According to this weekend Viasna, a human rights group which oversees detentions, Belarus had 1,419 political prisoners, mainly people jailed after the 2020 elections. Among them are leaders of dissolved opposition parties and the co-winner of the 2022 Nobel Peace Prize, Ales Bialiatski. Torture, both physical and psychological, is commonplace in an archipelago of bleak prisons, according to human rights observers.

Belarus provided logistical support to the Russian invading army and allowed its territory to be used as a base for a failed Russian attack on Kiev, the Ukrainian capital. But that’s true resisted pressure from Moscow to send its own troops into battle in Ukraine, one of the few things Mr Lukashenko has done that enjoys broad popular support.

Like Mr. Putin in Russia, Mr. Lukashenko has used the war in Ukraine to portray his country as a besieged fortress threatened by NATO and domestic traitors.

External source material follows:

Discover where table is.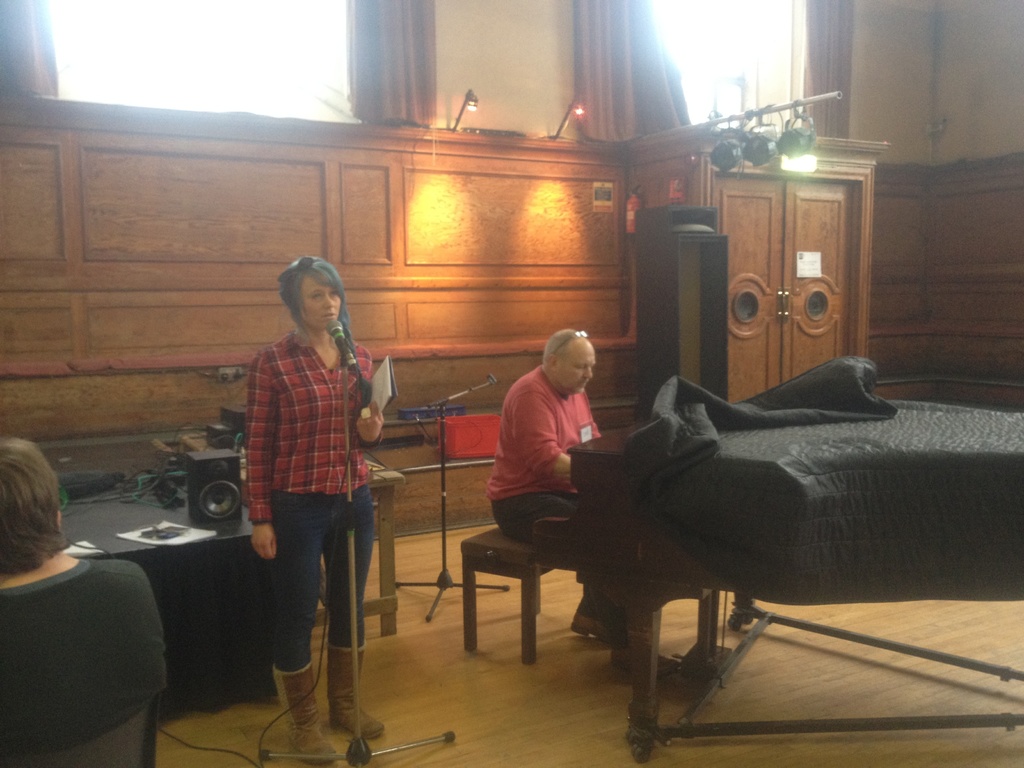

He has repeatedly claimed, baselessly, that Poland, a NATO member that controlled large parts of what is now western Belarus before World War II, is amassing troops in preparation on an attack to regain lost territory.

Ethnic Poles in western Belarus have been targeted by a sweeping crackdown, with Andrzej Poczobut, a prominent figure in the community, receives a prison sentence of eight years last year for ‘incitement to hatred’ and ‘the rehabilitation of Nazism’.

Belarusian Defense Minister Viktor Khrenin claimed in an interview with a Kremlin-controlled television station this week that Ukraine had amassed more than 110,000 soldiers on the border with Belarus. There is no evidence for that. He also threatened to shoot down “without warning” NATO planes that violated Belarusian airspace.

The saber-rattling is largely aimed at a domestic audience that Lukashenko must mobilize in the run-up to elections whose outcome is in no doubt but which could nevertheless prove embarrassing if not enough people vote. That prospect seems unlikely, experts say, given the risks of staying home.

Western election observers have been barred from Belarus, a ban that Sergei Lebedev, the head of an observer mission sent by the Commonwealth of Independent States, a largely moribund organization made up of Russia and seven other mostly authoritarian former Soviet republics, said was “logical and justified.” used to be’. “Because “there is no need to come here to look for fictitious shortcomings and violations in the organization of elections.”